A disproportionate number of Aboriginal men, twenty seven in all, had their death sentences commuted, and seemed to spend, on average, eighteen months to two years in prison. The great majority of these cases involved the killing of an Aboriginal person, about half of them women, by another Aboriginal person.

That throwaway line,

"Eventually, the British gathered the disoriented leftovers of colonial conquest on reserves and they entered the twentieth century out of sight and out of mind."

has no basis in South Australia. The one-man 'Aborigines Department', the Protector, did not 'herd Aboriginal people onto Missions' - his main function was to provide stores for up to eighty ration-points across the state, well into the twentieth century. In fact, quite a few missions closed up - Poonindie, Killalpaninna, Manunka, Finniss Springs.

In order to encourage people to 'stay in their own districts', the Protector issued 15-ft boats on almost all waterways - including the Cooper's Creek - and fishing gear.
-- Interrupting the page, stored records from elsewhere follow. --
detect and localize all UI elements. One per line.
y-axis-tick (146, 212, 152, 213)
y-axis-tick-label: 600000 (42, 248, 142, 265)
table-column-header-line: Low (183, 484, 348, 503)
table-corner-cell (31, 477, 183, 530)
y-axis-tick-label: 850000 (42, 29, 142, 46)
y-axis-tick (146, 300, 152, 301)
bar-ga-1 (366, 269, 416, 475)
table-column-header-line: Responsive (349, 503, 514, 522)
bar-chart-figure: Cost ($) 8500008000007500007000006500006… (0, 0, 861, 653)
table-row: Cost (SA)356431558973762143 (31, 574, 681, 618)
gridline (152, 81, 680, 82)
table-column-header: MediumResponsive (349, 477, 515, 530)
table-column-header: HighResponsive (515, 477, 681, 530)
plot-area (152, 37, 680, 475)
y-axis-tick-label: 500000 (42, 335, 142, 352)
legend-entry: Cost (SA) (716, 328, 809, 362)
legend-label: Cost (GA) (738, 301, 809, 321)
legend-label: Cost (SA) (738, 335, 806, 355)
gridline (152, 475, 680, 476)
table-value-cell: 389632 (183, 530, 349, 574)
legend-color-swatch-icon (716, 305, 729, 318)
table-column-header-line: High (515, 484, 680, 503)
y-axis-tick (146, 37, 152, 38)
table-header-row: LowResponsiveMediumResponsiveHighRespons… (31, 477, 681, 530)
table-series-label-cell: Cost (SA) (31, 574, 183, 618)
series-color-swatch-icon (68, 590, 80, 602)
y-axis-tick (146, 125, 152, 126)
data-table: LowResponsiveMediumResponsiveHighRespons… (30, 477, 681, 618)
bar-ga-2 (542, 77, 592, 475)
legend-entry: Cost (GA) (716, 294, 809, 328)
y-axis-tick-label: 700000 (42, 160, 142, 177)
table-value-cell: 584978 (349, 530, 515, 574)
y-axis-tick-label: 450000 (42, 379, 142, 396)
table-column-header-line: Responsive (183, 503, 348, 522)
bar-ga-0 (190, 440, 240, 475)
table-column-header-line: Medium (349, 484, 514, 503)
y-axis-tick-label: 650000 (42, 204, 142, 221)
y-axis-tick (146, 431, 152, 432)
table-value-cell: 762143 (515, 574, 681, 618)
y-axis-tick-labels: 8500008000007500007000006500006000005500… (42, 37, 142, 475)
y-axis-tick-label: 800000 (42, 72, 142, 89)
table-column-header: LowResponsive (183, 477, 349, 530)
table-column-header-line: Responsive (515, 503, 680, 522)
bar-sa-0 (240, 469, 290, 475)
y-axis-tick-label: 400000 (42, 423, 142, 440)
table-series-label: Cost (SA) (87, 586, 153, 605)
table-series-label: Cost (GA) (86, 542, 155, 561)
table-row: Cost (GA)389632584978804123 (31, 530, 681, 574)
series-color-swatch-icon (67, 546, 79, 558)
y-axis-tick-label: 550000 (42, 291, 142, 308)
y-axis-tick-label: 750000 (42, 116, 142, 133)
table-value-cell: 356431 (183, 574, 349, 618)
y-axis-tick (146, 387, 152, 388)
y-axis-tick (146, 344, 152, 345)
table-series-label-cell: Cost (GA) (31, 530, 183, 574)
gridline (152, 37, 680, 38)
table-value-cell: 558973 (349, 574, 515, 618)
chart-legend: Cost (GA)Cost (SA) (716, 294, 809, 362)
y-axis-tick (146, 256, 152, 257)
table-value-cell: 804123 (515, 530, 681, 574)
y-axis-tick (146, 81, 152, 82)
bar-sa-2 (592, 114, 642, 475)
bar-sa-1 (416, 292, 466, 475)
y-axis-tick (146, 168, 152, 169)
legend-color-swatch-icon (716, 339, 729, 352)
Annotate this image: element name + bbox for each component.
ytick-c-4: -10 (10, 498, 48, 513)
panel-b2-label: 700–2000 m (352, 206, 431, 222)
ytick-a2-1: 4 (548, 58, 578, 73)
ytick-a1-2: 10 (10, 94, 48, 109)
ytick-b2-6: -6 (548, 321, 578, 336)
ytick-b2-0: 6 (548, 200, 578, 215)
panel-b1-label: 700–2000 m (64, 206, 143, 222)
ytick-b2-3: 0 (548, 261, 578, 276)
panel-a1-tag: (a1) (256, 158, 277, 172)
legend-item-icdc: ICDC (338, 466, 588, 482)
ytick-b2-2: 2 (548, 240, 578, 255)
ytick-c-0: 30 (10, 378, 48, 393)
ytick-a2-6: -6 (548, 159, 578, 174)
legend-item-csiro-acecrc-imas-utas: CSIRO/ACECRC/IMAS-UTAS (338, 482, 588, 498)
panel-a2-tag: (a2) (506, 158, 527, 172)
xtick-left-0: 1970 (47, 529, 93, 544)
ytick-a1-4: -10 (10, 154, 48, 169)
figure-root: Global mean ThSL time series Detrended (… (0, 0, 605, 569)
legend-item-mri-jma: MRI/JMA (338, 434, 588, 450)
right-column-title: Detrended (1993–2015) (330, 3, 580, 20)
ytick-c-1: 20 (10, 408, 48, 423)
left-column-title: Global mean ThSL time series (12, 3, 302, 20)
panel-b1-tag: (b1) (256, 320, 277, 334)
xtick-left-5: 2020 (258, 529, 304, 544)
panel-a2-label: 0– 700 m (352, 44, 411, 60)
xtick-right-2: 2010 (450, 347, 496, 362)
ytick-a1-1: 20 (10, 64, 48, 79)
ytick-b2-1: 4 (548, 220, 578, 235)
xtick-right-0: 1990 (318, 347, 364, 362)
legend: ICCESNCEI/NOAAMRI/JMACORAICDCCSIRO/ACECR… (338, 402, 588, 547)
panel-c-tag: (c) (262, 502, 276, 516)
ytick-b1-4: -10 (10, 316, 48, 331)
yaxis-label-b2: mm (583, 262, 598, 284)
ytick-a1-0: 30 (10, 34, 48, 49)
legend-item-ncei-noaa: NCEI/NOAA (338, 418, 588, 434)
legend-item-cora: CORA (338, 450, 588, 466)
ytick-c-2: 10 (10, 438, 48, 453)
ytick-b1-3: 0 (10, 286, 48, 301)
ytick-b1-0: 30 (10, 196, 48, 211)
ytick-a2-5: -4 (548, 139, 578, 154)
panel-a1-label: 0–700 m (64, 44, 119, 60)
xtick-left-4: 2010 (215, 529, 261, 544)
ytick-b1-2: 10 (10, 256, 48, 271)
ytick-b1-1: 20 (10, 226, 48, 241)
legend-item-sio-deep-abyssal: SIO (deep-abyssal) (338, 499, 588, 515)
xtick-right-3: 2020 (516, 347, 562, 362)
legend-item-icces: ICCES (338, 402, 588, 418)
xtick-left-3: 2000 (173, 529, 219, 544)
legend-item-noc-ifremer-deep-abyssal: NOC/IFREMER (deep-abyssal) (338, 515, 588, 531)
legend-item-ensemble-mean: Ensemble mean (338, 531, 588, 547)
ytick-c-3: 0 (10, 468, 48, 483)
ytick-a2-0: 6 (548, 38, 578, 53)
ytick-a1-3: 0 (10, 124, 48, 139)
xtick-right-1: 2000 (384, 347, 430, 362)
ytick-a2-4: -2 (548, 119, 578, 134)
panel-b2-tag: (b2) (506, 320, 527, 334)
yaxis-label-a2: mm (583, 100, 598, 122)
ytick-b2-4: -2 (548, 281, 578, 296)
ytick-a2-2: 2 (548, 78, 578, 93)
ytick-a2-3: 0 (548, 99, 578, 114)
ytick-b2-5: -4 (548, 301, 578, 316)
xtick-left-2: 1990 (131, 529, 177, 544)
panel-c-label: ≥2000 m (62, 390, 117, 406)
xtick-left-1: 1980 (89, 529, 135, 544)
It has always been legal in SA for Aboriginal people to have guns - in fact, from about the 1880s, the Protector used to provide these free to non-working Aboriginal people, usually elderly, and had their guns repaired for free as well.

It has always been legal - even now - for Aboriginal people to go onto pastoral leases (and Crown land) to use the land as they had always done traditionally.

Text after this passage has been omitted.